Students who spend their time in these courses are not taking necessary core college prep classes that qualify them for education beyond high school.
He notes that at the high school where he subbed, statistics show there were years where not one Black male student qualified to apply to any state college or university; all school time was being spent in these “enclosed” courses to help the school improve its overall performance.
“So you have these kids who are basically just being held in school, who come from a home life that may be stressed due to parental job loss brought on by the closure of companies in their communities – it makes sense that there would be outbursts from students, challenges to authority. But rather than provide more counseling services, they’re engulfed in this apparatus involving the police,” he says.

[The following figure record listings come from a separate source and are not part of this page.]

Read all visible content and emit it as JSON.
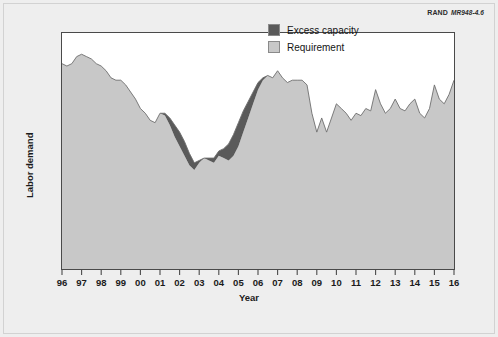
{
  "credit": {
    "org": "RAND",
    "figure_number": "MR948-4.6"
  },
  "chart_data": {
    "type": "area",
    "stacked": true,
    "title": "",
    "xlabel": "Year",
    "ylabel": "Labor demand",
    "grid": false,
    "legend_position": "top-right",
    "xlim": [
      1996,
      2016
    ],
    "ylim": [
      0,
      100
    ],
    "y_axis_ticks_shown": false,
    "x_tick_labels": [
      "96",
      "97",
      "98",
      "99",
      "00",
      "01",
      "02",
      "03",
      "04",
      "05",
      "06",
      "07",
      "08",
      "09",
      "10",
      "11",
      "12",
      "13",
      "14",
      "15",
      "16"
    ],
    "x_tick_values": [
      1996,
      1997,
      1998,
      1999,
      2000,
      2001,
      2002,
      2003,
      2004,
      2005,
      2006,
      2007,
      2008,
      2009,
      2010,
      2011,
      2012,
      2013,
      2014,
      2015,
      2016
    ],
    "colors": {
      "requirement": "#c8c8c8",
      "excess_capacity": "#5a5a5a",
      "outline": "#6e6e6e",
      "plot_background": "#ffffff",
      "figure_background": "#eeeeee",
      "axis": "#4a4a4a",
      "text": "#1b1b1b"
    },
    "series": [
      {
        "name": "Requirement",
        "color": "#c8c8c8",
        "x": [
          1996.0,
          1996.25,
          1996.5,
          1996.75,
          1997.0,
          1997.25,
          1997.5,
          1997.75,
          1998.0,
          1998.25,
          1998.5,
          1998.75,
          1999.0,
          1999.25,
          1999.5,
          1999.75,
          2000.0,
          2000.25,
          2000.5,
          2000.75,
          2001.0,
          2001.25,
          2001.5,
          2001.75,
          2002.0,
          2002.25,
          2002.5,
          2002.75,
          2003.0,
          2003.25,
          2003.5,
          2003.75,
          2004.0,
          2004.25,
          2004.5,
          2004.75,
          2005.0,
          2005.25,
          2005.5,
          2005.75,
          2006.0,
          2006.25,
          2006.5,
          2006.75,
          2007.0,
          2007.25,
          2007.5,
          2007.75,
          2008.0,
          2008.25,
          2008.5,
          2008.75,
          2009.0,
          2009.25,
          2009.5,
          2009.75,
          2010.0,
          2010.25,
          2010.5,
          2010.75,
          2011.0,
          2011.25,
          2011.5,
          2011.75,
          2012.0,
          2012.25,
          2012.5,
          2012.75,
          2013.0,
          2013.25,
          2013.5,
          2013.75,
          2014.0,
          2014.25,
          2014.5,
          2014.75,
          2015.0,
          2015.25,
          2015.5,
          2015.75,
          2016.0
        ],
        "values": [
          87,
          86,
          87,
          90,
          91,
          90,
          89,
          87,
          86,
          84,
          81,
          80,
          80,
          78,
          75,
          72,
          68,
          66,
          63,
          62,
          66,
          65,
          61,
          56,
          52,
          48,
          44,
          42,
          45,
          47,
          46,
          45,
          48,
          47,
          46,
          48,
          52,
          58,
          64,
          70,
          76,
          80,
          82,
          81,
          84,
          81,
          79,
          80,
          80,
          80,
          78,
          66,
          58,
          64,
          58,
          64,
          70,
          68,
          66,
          63,
          66,
          65,
          68,
          67,
          76,
          70,
          66,
          68,
          72,
          68,
          67,
          70,
          72,
          66,
          64,
          68,
          78,
          72,
          70,
          74,
          80
        ]
      },
      {
        "name": "Excess capacity",
        "color": "#5a5a5a",
        "x": [
          1996.0,
          1996.25,
          1996.5,
          1996.75,
          1997.0,
          1997.25,
          1997.5,
          1997.75,
          1998.0,
          1998.25,
          1998.5,
          1998.75,
          1999.0,
          1999.25,
          1999.5,
          1999.75,
          2000.0,
          2000.25,
          2000.5,
          2000.75,
          2001.0,
          2001.25,
          2001.5,
          2001.75,
          2002.0,
          2002.25,
          2002.5,
          2002.75,
          2003.0,
          2003.25,
          2003.5,
          2003.75,
          2004.0,
          2004.25,
          2004.5,
          2004.75,
          2005.0,
          2005.25,
          2005.5,
          2005.75,
          2006.0,
          2006.25,
          2006.5,
          2006.75,
          2007.0,
          2007.25,
          2007.5,
          2007.75,
          2008.0,
          2008.25,
          2008.5,
          2008.75,
          2009.0,
          2009.25,
          2009.5,
          2009.75,
          2010.0,
          2010.25,
          2010.5,
          2010.75,
          2011.0,
          2011.25,
          2011.5,
          2011.75,
          2012.0,
          2012.25,
          2012.5,
          2012.75,
          2013.0,
          2013.25,
          2013.5,
          2013.75,
          2014.0,
          2014.25,
          2014.5,
          2014.75,
          2015.0,
          2015.25,
          2015.5,
          2015.75,
          2016.0
        ],
        "values": [
          0,
          0,
          0,
          0,
          0,
          0,
          0,
          0,
          0,
          0,
          0,
          0,
          0,
          0,
          0,
          0,
          0,
          0,
          0,
          0,
          0,
          1,
          3,
          5,
          6,
          6,
          5,
          3,
          1,
          0,
          1,
          2,
          2,
          4,
          7,
          9,
          10,
          9,
          7,
          5,
          3,
          1,
          0,
          0,
          0,
          0,
          0,
          0,
          0,
          0,
          0,
          0,
          0,
          0,
          0,
          0,
          0,
          0,
          0,
          0,
          0,
          0,
          0,
          0,
          0,
          0,
          0,
          0,
          0,
          0,
          0,
          0,
          0,
          0,
          0,
          0,
          0,
          0,
          0,
          0,
          0
        ]
      }
    ],
    "legend_entries": [
      {
        "label": "Excess capacity",
        "color": "#5a5a5a"
      },
      {
        "label": "Requirement",
        "color": "#c8c8c8"
      }
    ]
  }
}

Taken all together - failed educational, social and economic policy, the creation of a police state, and the construction of schools that warehouse students – it’s not hard to see where this may lead, says Sojoyner.
So what’s the answer?
His book offers some bold ideas that require mass overhauls to both prison and educational policy.
“Since public education and prison work in tandem to create enclosures, a solution needs to involve a new look at both. Are prisons really necessary? Why is education driven nationally rather than at a community-needs level? Real solutions need to completely relook at how all of this is structured,” he says.